COVID-19: Transport ban paralyses major Gulu-Kampala highway market

Women dealing in groundnut paste (known locally as odii) and honey in Gulu municipality are registering very low sales following the suspension of public transportation due to the novel Coronavirus (COVID-19) pandemic.

The group of about 30 women operates from a road-side market situated along Gulu -Kampala Highway next to a road-side park where travellers from South Sudan, West Nile, and Lango sub-regions have been boarding or disembarking from for years. These travellers were the women’s chief clients.

However, business at the market has been adversely affected by President Museveni’s March 25 countrywide suspension of all means of public transport including buses, taxis, and coasters in a bid to minimize the spread of the COVID-19 virus through person-to-person contact.

Although the sale of food items was not banned, the odii and honey market now hosts fewer than 10 sellers, with many stalls empty because of few clients.

Grace Aciro, a resident of Tegwana, a parish in Gulu Municipality, has been selling odii and honey in the market for eight years.
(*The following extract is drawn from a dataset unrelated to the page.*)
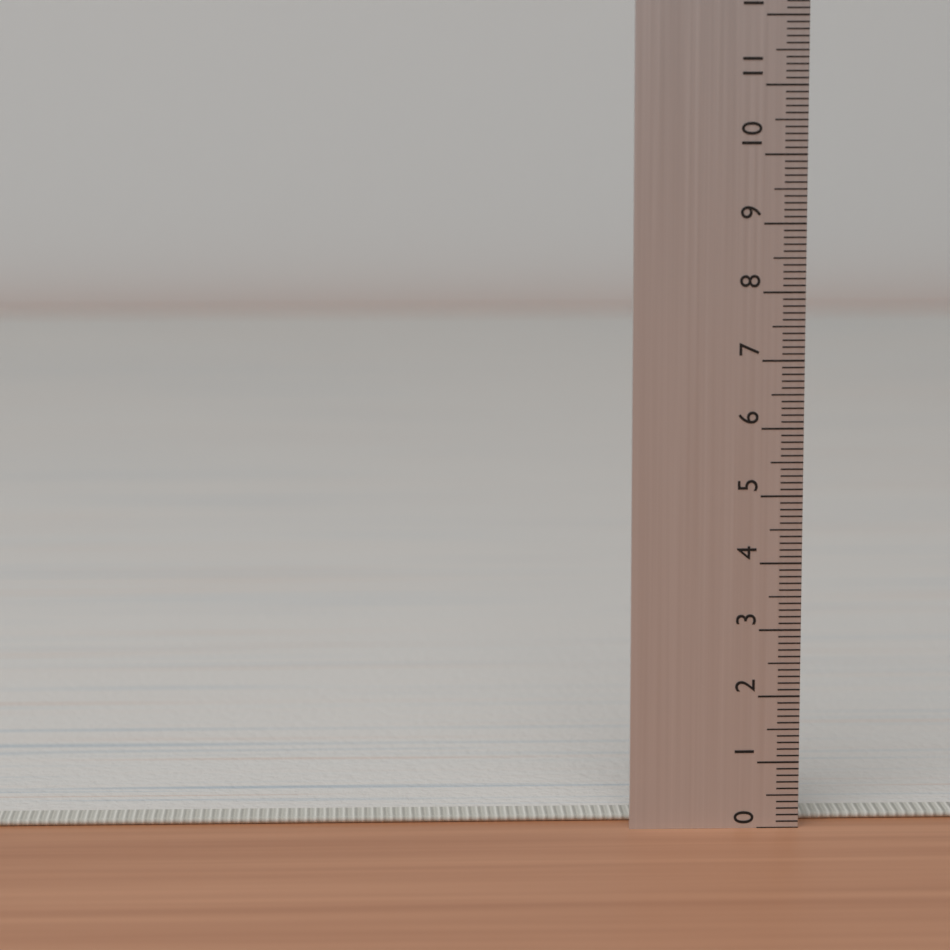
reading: 0.1 (no unit)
Aciro explained that before the ban on public transportation, her turnover was much faster, with travellers clearing her stock within a maximum of three days.

“Most of our clients were travellers who came from districts outside northern Uganda, and South Sudan, many of whom do not know how to make odii, but like it.”
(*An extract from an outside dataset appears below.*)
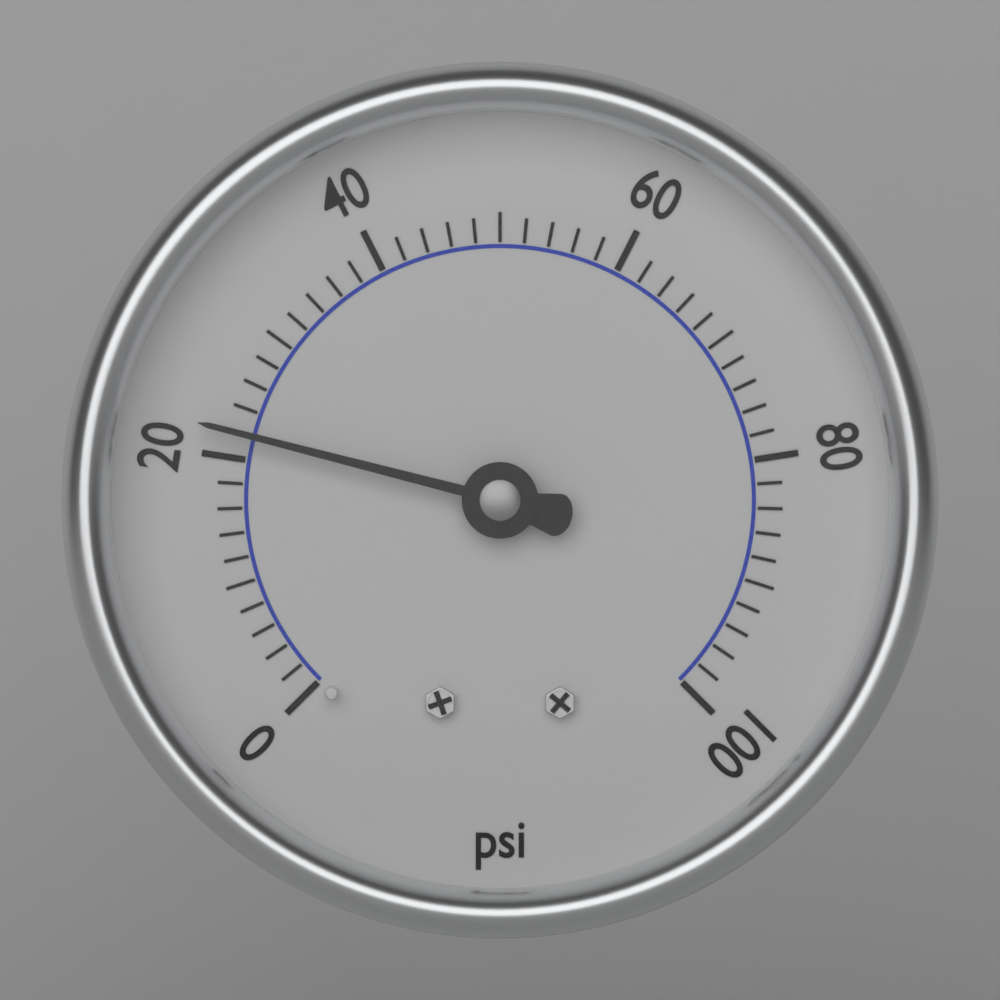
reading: 22 psi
“I used to earn a minimum of forty thousand shillings a day from selling my honey and odii, but now, I only get 5,000 shillings on a lucky day,” she said.

Aciro said the turnover rate plummeted immediately after the ban.
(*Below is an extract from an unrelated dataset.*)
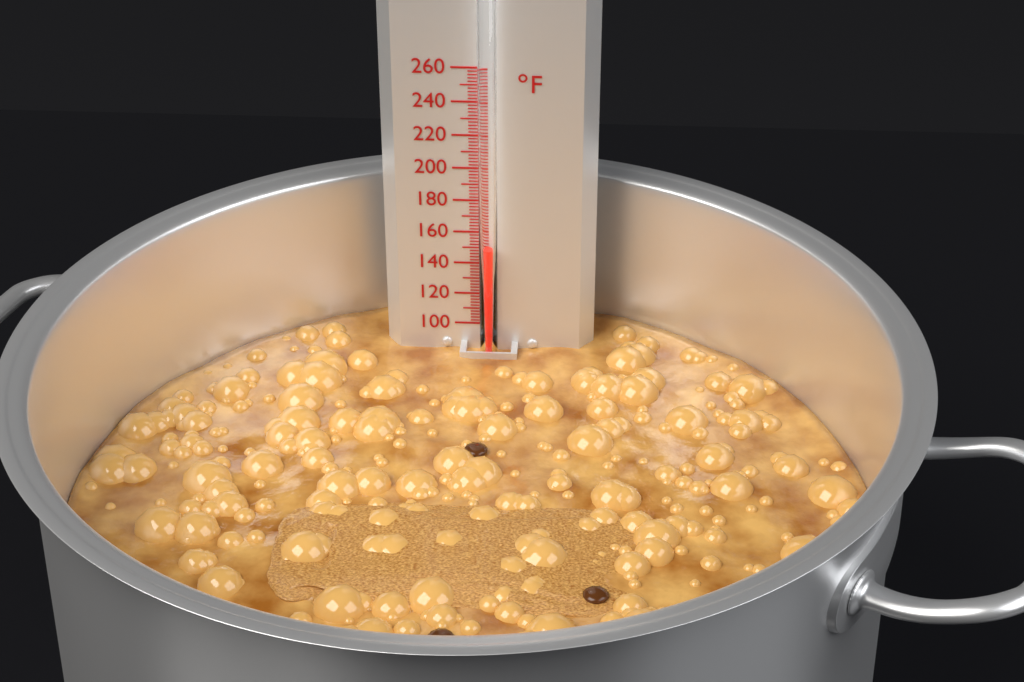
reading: 152 °F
“I have not sold all the groundnut paste that I made a day before the ban.“ 

She also revealed that a few days before the order against public transportation, they sold huge quantities of honey, owing to speculation that honey might be useful in treating COVID-19, given that dry cough is one of its common symptoms. 

“Honey has always been a home-remedy for coughs and sore throats, so it was among the many things that people rushed to buy in large quantities,” she said.

According to Aciro, the traders had hoped that selling honey would be their lifeline now, since the sale of groundnut paste has gone down. To their dismay, honey supplies from the villages soon dried up either due to fear by the suppliers or lack of transport.

“Our suppliers who are all from the villages told us that they can not come to town now because they fear to contract the Coronavirus,” she said.

Florence Angom, a single mother of five, said that in addition to low sales, clients now offer them very low prices, aware of their desperation to make sales.  

“A few hours ago, a client of took a container of Odii worth 15,000 shillings and gave me only 10,000 shillings,” Angom said.

“I accepted the unfair deal because I had not sold anything the whole morning and I am sure that is the only money I will make today,” she said. 

Grace Akidi, a businesswoman who often bought groundnut paste from the same market, said she has also stopped buying odii from that market, saying her children will now make the groundnut paste at home.

“They have a lot of free time on their hands now that they are at home” she said. 

When the two-week ban on public transport was announced, Uganda had only registered nine cases. Currently the number of cases has jumped to 52.